The Romantic period started from the 18th century until the 19th century.
There are two phases:
First Phase - Brought by Authors
• William Wordsworth
• Samuel Coleridge
• William Blake
Second Phase - Focused more on culture and
folklores
• Mary Shelly
During the Romantic period, ideas were conveyed of sentiments and sentimentally, an imaginative or idealistic lack of reality. It was also considered as an artistic, literary and intellectual movement.
The Romantic period was characterized as partly a revolt against aristocratic, social and political norms of Enlightenment Period. It was a reaction against the scientific rationalization of nature in art and literature.
It emphasized in intuition, imagination and feeling. Romantic period. concentrated on the subjective, the irrational, the spontaneous, and the emotional. Imagination provided freedom from traditional forms of art.
There are two categories during the Romantic Period:
Tales of chivalric adventures where the plot emphasized an individual here;
2. Tales of mysterious, the use of strange and the terrifying.
Lyrical Ballads were famous in the Romantic period. Lyrical Ballads entailed the imaginative, the subjectivity freedom of thought, expression and the idealization of nature.
The Romantic period was a time of great revolutions.Passion, not reason, ruled the way.
Love of Nature - Emotions and instinct became more important than reason.
Love of the Common Man - The social and economic classes were disparaged, or put down. An era of revolutions opened when the governments were overthrown, due to the fact that it often seemed to require elimination of social classes.
Neo-Classicism - A return to the Classic ideals of: clearness, elegance, symmetry and repose produced by attention to traditional forms.
Strange and Faraway places - The love of exotic locations around the world and in time and space.
The Supernatural – Fascination with the supernatural was a characteristic of the Romantic period.
Nationalism - Using of scenes from their country's life, history.Folk-tales and legends as a basis for operas, songs, literature and symphonic poems.
Heroism –Heroism is the overcoming of our natural fears and limitations to achieve great things.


◆ Task details:
Nothing in the listing should differ in your copy; retype it all exactly.

◆ Records provided:
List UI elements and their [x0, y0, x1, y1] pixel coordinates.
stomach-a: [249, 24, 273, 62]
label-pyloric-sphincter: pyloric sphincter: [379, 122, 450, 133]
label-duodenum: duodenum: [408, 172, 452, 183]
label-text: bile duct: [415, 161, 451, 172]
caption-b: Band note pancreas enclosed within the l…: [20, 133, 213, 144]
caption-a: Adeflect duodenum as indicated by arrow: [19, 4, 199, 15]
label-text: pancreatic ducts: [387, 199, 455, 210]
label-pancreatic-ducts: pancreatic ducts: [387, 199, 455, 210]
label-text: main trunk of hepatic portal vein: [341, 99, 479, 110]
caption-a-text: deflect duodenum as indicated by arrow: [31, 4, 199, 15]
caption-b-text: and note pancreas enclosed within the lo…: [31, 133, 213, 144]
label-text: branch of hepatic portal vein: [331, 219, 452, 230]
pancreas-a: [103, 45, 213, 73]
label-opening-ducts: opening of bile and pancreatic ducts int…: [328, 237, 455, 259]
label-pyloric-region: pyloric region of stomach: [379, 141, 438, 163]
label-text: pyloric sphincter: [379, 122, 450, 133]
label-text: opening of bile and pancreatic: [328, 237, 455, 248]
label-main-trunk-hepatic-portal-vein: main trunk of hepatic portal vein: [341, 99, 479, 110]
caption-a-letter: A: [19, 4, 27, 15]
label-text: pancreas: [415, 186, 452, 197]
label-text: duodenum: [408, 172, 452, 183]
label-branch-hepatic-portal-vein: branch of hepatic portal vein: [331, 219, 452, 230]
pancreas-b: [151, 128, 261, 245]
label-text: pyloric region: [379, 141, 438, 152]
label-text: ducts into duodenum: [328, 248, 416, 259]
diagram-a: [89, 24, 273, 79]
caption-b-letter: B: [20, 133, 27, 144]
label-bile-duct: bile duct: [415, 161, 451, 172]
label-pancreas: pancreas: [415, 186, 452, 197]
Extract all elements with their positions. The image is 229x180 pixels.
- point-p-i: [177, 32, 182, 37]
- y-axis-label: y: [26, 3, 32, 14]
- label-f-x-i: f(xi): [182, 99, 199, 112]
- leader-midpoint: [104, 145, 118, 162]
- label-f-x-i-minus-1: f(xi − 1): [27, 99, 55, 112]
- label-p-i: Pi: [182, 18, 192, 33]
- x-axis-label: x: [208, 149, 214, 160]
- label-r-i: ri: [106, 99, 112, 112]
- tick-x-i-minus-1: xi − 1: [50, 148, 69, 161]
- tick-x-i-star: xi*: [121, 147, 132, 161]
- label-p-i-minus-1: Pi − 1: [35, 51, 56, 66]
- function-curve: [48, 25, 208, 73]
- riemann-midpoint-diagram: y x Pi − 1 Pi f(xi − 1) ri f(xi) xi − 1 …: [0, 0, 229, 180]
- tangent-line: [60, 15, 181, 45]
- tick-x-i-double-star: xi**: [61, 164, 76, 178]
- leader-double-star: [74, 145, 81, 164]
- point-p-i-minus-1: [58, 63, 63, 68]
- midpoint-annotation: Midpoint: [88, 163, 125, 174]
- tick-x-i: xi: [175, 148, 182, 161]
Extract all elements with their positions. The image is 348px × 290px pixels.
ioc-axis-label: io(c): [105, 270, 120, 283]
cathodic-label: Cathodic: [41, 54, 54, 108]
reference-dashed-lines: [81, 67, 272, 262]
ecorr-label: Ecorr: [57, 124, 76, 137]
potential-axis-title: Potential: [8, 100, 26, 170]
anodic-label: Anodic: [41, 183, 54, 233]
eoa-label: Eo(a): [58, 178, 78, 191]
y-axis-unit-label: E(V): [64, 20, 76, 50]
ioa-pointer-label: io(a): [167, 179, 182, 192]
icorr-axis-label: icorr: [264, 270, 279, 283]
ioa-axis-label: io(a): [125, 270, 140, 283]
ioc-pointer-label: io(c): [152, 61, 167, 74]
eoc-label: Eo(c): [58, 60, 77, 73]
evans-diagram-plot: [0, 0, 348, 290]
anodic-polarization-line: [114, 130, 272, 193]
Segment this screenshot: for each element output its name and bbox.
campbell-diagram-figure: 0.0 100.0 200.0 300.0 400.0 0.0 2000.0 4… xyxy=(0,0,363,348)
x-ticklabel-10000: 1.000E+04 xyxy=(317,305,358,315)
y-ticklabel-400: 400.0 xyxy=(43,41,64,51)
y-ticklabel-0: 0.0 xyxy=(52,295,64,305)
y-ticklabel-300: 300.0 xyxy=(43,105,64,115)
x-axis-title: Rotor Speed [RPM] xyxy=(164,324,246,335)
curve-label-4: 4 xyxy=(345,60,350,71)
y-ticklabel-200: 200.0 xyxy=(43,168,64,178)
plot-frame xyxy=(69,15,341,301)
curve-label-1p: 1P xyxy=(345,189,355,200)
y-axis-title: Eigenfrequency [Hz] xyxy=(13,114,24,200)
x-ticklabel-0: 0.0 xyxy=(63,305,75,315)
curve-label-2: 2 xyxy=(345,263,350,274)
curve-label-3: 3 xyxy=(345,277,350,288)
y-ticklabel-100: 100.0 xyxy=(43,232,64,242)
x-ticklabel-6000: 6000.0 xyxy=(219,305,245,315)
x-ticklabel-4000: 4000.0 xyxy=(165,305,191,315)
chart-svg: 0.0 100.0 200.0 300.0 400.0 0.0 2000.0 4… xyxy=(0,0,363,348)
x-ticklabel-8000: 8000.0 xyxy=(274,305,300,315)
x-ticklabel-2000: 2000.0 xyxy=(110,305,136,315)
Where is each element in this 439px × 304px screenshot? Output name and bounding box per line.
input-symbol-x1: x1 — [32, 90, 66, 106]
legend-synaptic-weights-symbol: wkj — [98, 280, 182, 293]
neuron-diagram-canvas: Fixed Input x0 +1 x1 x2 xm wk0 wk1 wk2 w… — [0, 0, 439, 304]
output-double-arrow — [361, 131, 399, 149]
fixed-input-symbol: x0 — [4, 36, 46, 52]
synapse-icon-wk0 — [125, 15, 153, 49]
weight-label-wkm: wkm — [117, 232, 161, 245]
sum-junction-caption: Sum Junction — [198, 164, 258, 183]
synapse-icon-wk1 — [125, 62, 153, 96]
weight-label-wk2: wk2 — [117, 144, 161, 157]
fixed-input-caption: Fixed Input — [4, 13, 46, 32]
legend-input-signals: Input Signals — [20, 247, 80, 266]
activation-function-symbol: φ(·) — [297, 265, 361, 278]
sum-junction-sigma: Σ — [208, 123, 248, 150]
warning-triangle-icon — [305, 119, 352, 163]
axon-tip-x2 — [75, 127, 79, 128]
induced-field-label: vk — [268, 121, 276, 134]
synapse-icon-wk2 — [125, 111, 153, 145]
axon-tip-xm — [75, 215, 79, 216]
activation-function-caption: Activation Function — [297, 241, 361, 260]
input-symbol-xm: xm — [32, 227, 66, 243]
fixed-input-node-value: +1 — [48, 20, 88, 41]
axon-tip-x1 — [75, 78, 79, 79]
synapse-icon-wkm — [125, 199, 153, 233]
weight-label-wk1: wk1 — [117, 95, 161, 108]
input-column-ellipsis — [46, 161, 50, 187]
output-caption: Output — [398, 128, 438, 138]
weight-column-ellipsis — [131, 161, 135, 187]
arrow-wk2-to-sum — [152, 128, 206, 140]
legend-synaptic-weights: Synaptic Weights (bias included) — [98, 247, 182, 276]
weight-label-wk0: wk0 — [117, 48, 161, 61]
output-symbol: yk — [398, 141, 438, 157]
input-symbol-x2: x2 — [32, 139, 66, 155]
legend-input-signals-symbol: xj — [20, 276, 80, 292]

◆ Result:
List UI elements and their [x0, y0, x1, y1] pixel coordinates.
stomach-a: [249, 24, 273, 62]
label-pyloric-sphincter: pyloric sphincter: [379, 122, 450, 133]
label-duodenum: duodenum: [408, 172, 452, 183]
label-text: bile duct: [415, 161, 451, 172]
caption-b: Band note pancreas enclosed within the l…: [20, 133, 213, 144]
caption-a: Adeflect duodenum as indicated by arrow: [19, 4, 199, 15]
label-text: pancreatic ducts: [387, 199, 455, 210]
label-pancreatic-ducts: pancreatic ducts: [387, 199, 455, 210]
label-text: main trunk of hepatic portal vein: [341, 99, 479, 110]
caption-a-text: deflect duodenum as indicated by arrow: [31, 4, 199, 15]
caption-b-text: and note pancreas enclosed within the lo…: [31, 133, 213, 144]
label-text: branch of hepatic portal vein: [331, 219, 452, 230]
pancreas-a: [103, 45, 213, 73]
label-opening-ducts: opening of bile and pancreatic ducts int…: [328, 237, 455, 259]
label-pyloric-region: pyloric region of stomach: [379, 141, 438, 163]
label-text: pyloric sphincter: [379, 122, 450, 133]
label-text: opening of bile and pancreatic: [328, 237, 455, 248]
label-main-trunk-hepatic-portal-vein: main trunk of hepatic portal vein: [341, 99, 479, 110]
caption-a-letter: A: [19, 4, 27, 15]
label-text: pancreas: [415, 186, 452, 197]
label-text: duodenum: [408, 172, 452, 183]
label-branch-hepatic-portal-vein: branch of hepatic portal vein: [331, 219, 452, 230]
pancreas-b: [151, 128, 261, 245]
label-text: pyloric region: [379, 141, 438, 152]
label-text: ducts into duodenum: [328, 248, 416, 259]
diagram-a: [89, 24, 273, 79]
caption-b-letter: B: [20, 133, 27, 144]
label-bile-duct: bile duct: [415, 161, 451, 172]
label-pancreas: pancreas: [415, 186, 452, 197]
Extract all elements with their positions. The image is 229x180 pixels.
- point-p-i: [177, 32, 182, 37]
- y-axis-label: y: [26, 3, 32, 14]
- label-f-x-i: f(xi): [182, 99, 199, 112]
- leader-midpoint: [104, 145, 118, 162]
- label-f-x-i-minus-1: f(xi − 1): [27, 99, 55, 112]
- label-p-i: Pi: [182, 18, 192, 33]
- x-axis-label: x: [208, 149, 214, 160]
- label-r-i: ri: [106, 99, 112, 112]
- tick-x-i-minus-1: xi − 1: [50, 148, 69, 161]
- tick-x-i-star: xi*: [121, 147, 132, 161]
- label-p-i-minus-1: Pi − 1: [35, 51, 56, 66]
- function-curve: [48, 25, 208, 73]
- riemann-midpoint-diagram: y x Pi − 1 Pi f(xi − 1) ri f(xi) xi − 1 …: [0, 0, 229, 180]
- tangent-line: [60, 15, 181, 45]
- tick-x-i-double-star: xi**: [61, 164, 76, 178]
- leader-double-star: [74, 145, 81, 164]
- point-p-i-minus-1: [58, 63, 63, 68]
- midpoint-annotation: Midpoint: [88, 163, 125, 174]
- tick-x-i: xi: [175, 148, 182, 161]
Extract all elements with their positions. The image is 348px × 290px pixels.
ioc-axis-label: io(c): [105, 270, 120, 283]
cathodic-label: Cathodic: [41, 54, 54, 108]
reference-dashed-lines: [81, 67, 272, 262]
ecorr-label: Ecorr: [57, 124, 76, 137]
potential-axis-title: Potential: [8, 100, 26, 170]
anodic-label: Anodic: [41, 183, 54, 233]
eoa-label: Eo(a): [58, 178, 78, 191]
y-axis-unit-label: E(V): [64, 20, 76, 50]
ioa-pointer-label: io(a): [167, 179, 182, 192]
icorr-axis-label: icorr: [264, 270, 279, 283]
ioa-axis-label: io(a): [125, 270, 140, 283]
ioc-pointer-label: io(c): [152, 61, 167, 74]
eoc-label: Eo(c): [58, 60, 77, 73]
evans-diagram-plot: [0, 0, 348, 290]
anodic-polarization-line: [114, 130, 272, 193]
Segment this screenshot: for each element output its name and bbox.
campbell-diagram-figure: 0.0 100.0 200.0 300.0 400.0 0.0 2000.0 4… xyxy=(0,0,363,348)
x-ticklabel-10000: 1.000E+04 xyxy=(317,305,358,315)
y-ticklabel-400: 400.0 xyxy=(43,41,64,51)
y-ticklabel-0: 0.0 xyxy=(52,295,64,305)
y-ticklabel-300: 300.0 xyxy=(43,105,64,115)
x-axis-title: Rotor Speed [RPM] xyxy=(164,324,246,335)
curve-label-4: 4 xyxy=(345,60,350,71)
y-ticklabel-200: 200.0 xyxy=(43,168,64,178)
plot-frame xyxy=(69,15,341,301)
curve-label-1p: 1P xyxy=(345,189,355,200)
y-axis-title: Eigenfrequency [Hz] xyxy=(13,114,24,200)
x-ticklabel-0: 0.0 xyxy=(63,305,75,315)
curve-label-2: 2 xyxy=(345,263,350,274)
curve-label-3: 3 xyxy=(345,277,350,288)
y-ticklabel-100: 100.0 xyxy=(43,232,64,242)
x-ticklabel-6000: 6000.0 xyxy=(219,305,245,315)
x-ticklabel-4000: 4000.0 xyxy=(165,305,191,315)
chart-svg: 0.0 100.0 200.0 300.0 400.0 0.0 2000.0 4… xyxy=(0,0,363,348)
x-ticklabel-8000: 8000.0 xyxy=(274,305,300,315)
x-ticklabel-2000: 2000.0 xyxy=(110,305,136,315)
Where is each element in this 439px × 304px screenshot? Output name and bounding box per line.
input-symbol-x1: x1 — [32, 90, 66, 106]
legend-synaptic-weights-symbol: wkj — [98, 280, 182, 293]
neuron-diagram-canvas: Fixed Input x0 +1 x1 x2 xm wk0 wk1 wk2 w… — [0, 0, 439, 304]
output-double-arrow — [361, 131, 399, 149]
fixed-input-symbol: x0 — [4, 36, 46, 52]
synapse-icon-wk0 — [125, 15, 153, 49]
weight-label-wkm: wkm — [117, 232, 161, 245]
sum-junction-caption: Sum Junction — [198, 164, 258, 183]
synapse-icon-wk1 — [125, 62, 153, 96]
weight-label-wk2: wk2 — [117, 144, 161, 157]
fixed-input-caption: Fixed Input — [4, 13, 46, 32]
legend-input-signals: Input Signals — [20, 247, 80, 266]
activation-function-symbol: φ(·) — [297, 265, 361, 278]
sum-junction-sigma: Σ — [208, 123, 248, 150]
warning-triangle-icon — [305, 119, 352, 163]
axon-tip-x2 — [75, 127, 79, 128]
induced-field-label: vk — [268, 121, 276, 134]
synapse-icon-wk2 — [125, 111, 153, 145]
axon-tip-xm — [75, 215, 79, 216]
activation-function-caption: Activation Function — [297, 241, 361, 260]
input-symbol-xm: xm — [32, 227, 66, 243]
fixed-input-node-value: +1 — [48, 20, 88, 41]
axon-tip-x1 — [75, 78, 79, 79]
synapse-icon-wkm — [125, 199, 153, 233]
weight-label-wk1: wk1 — [117, 95, 161, 108]
input-column-ellipsis — [46, 161, 50, 187]
output-caption: Output — [398, 128, 438, 138]
weight-column-ellipsis — [131, 161, 135, 187]
arrow-wk2-to-sum — [152, 128, 206, 140]
legend-synaptic-weights: Synaptic Weights (bias included) — [98, 247, 182, 276]
weight-label-wk0: wk0 — [117, 48, 161, 61]
output-symbol: yk — [398, 141, 438, 157]
input-symbol-x2: x2 — [32, 139, 66, 155]
legend-input-signals-symbol: xj — [20, 276, 80, 292]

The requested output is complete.